The Birth of Political Science in Ancient Greece
With the Greeks, education was an important part of polity. Men were formed for their country, much more than for themselves, or their family. This principle can only be embraced by commonities little populous, in which it is more pardonable to suppose a national interest, separate from the common interest of humanity. It is practicable only in countries where the most painful labours of culture and of the arts are performed by slaves. This branch of education was restricted almost entirely to such bodily exercises, such manners and habits as were calculated to excite an exclusive patriotism; the other branches were acquired, as a matter of free choice in the schools of the philosophers or rhetoricians, and the shops of the artists; and this freedom was a farther cause of the superiority of the Greeks.
In their polity, as in their philosophy, a general principle is observable, to which history scarcely furnishes any exceptions: they aimed less in their laws at extirpating the causes of an evil, than destroying its effects, by opposing these causes one to another; they wished rather to take advantage of prejudices and vices, than to disperse or suppress them; they attended more frequently to the means by which to deform and brutalize man, to inflame, to mislead his sensibility, than to refine and purify the inclinations and desires which are the necessary result of his moral constitution: errors occasioned by the more general one of mistaking for the man of nature, him who exhibited in his character the actual state of civilization, that is to say, man corrupted by prejudices, by the interest of factitious passions, and by social habits.
Notes:
It is also the study of human beings.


▶ REQUIRED WORK
A faithful, word-for-word transcription of all the data is what is needed.

▶ SUPPLIED MATERIAL
####################

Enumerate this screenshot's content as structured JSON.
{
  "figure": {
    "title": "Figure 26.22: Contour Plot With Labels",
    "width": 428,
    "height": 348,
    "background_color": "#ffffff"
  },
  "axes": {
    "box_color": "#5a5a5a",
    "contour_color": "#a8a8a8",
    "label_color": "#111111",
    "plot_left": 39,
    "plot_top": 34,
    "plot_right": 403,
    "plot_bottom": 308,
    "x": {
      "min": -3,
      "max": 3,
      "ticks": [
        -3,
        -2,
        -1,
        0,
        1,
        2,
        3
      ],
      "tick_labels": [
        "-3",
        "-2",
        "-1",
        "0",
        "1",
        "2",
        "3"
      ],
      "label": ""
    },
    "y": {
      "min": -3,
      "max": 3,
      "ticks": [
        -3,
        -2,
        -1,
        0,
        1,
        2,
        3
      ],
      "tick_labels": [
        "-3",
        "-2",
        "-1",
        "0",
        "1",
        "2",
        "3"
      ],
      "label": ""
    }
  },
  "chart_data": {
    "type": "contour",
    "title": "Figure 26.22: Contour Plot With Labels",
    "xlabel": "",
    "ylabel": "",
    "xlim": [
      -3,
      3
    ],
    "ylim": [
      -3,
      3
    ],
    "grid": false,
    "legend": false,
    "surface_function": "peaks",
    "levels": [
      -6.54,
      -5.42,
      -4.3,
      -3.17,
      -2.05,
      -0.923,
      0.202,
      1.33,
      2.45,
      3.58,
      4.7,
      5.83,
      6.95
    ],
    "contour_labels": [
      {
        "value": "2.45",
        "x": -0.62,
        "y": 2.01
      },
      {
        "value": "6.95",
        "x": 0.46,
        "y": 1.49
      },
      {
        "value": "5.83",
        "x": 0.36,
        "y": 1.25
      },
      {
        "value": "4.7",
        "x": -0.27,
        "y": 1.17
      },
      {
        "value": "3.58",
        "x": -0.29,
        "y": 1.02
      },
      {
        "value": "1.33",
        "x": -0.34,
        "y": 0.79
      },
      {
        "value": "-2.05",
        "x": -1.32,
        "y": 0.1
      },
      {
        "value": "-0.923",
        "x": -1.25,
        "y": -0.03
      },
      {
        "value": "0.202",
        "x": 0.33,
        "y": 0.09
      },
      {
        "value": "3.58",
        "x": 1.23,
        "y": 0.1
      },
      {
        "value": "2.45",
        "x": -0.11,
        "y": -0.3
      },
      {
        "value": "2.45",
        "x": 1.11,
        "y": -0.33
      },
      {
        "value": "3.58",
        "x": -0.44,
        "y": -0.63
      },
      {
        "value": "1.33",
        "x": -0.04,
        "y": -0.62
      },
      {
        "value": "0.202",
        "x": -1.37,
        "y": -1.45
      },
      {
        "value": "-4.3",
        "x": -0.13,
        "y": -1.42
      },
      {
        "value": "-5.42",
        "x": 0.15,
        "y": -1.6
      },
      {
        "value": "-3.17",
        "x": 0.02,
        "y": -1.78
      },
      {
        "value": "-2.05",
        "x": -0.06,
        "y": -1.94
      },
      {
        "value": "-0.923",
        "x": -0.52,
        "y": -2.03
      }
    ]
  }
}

####################

▶ EXERCISE SOLUTION
Enumerate this screenshot's content as structured JSON.
{
  "figure": {
    "title": "Figure 26.22: Contour Plot With Labels",
    "width": 428,
    "height": 348,
    "background_color": "#ffffff"
  },
  "axes": {
    "box_color": "#5a5a5a",
    "contour_color": "#a8a8a8",
    "label_color": "#111111",
    "plot_left": 39,
    "plot_top": 34,
    "plot_right": 403,
    "plot_bottom": 308,
    "x": {
      "min": -3,
      "max": 3,
      "ticks": [
        -3,
        -2,
        -1,
        0,
        1,
        2,
        3
      ],
      "tick_labels": [
        "-3",
        "-2",
        "-1",
        "0",
        "1",
        "2",
        "3"
      ],
      "label": ""
    },
    "y": {
      "min": -3,
      "max": 3,
      "ticks": [
        -3,
        -2,
        -1,
        0,
        1,
        2,
        3
      ],
      "tick_labels": [
        "-3",
        "-2",
        "-1",
        "0",
        "1",
        "2",
        "3"
      ],
      "label": ""
    }
  },
  "chart_data": {
    "type": "contour",
    "title": "Figure 26.22: Contour Plot With Labels",
    "xlabel": "",
    "ylabel": "",
    "xlim": [
      -3,
      3
    ],
    "ylim": [
      -3,
      3
    ],
    "grid": false,
    "legend": false,
    "surface_function": "peaks",
    "levels": [
      -6.54,
      -5.42,
      -4.3,
      -3.17,
      -2.05,
      -0.923,
      0.202,
      1.33,
      2.45,
      3.58,
      4.7,
      5.83,
      6.95
    ],
    "contour_labels": [
      {
        "value": "2.45",
        "x": -0.62,
        "y": 2.01
      },
      {
        "value": "6.95",
        "x": 0.46,
        "y": 1.49
      },
      {
        "value": "5.83",
        "x": 0.36,
        "y": 1.25
      },
      {
        "value": "4.7",
        "x": -0.27,
        "y": 1.17
      },
      {
        "value": "3.58",
        "x": -0.29,
        "y": 1.02
      },
      {
        "value": "1.33",
        "x": -0.34,
        "y": 0.79
      },
      {
        "value": "-2.05",
        "x": -1.32,
        "y": 0.1
      },
      {
        "value": "-0.923",
        "x": -1.25,
        "y": -0.03
      },
      {
        "value": "0.202",
        "x": 0.33,
        "y": 0.09
      },
      {
        "value": "3.58",
        "x": 1.23,
        "y": 0.1
      },
      {
        "value": "2.45",
        "x": -0.11,
        "y": -0.3
      },
      {
        "value": "2.45",
        "x": 1.11,
        "y": -0.33
      },
      {
        "value": "3.58",
        "x": -0.44,
        "y": -0.63
      },
      {
        "value": "1.33",
        "x": -0.04,
        "y": -0.62
      },
      {
        "value": "0.202",
        "x": -1.37,
        "y": -1.45
      },
      {
        "value": "-4.3",
        "x": -0.13,
        "y": -1.42
      },
      {
        "value": "-5.42",
        "x": 0.15,
        "y": -1.6
      },
      {
        "value": "-3.17",
        "x": 0.02,
        "y": -1.78
      },
      {
        "value": "-2.05",
        "x": -0.06,
        "y": -1.94
      },
      {
        "value": "-0.923",
        "x": -0.52,
        "y": -2.03
      }
    ]
  }
}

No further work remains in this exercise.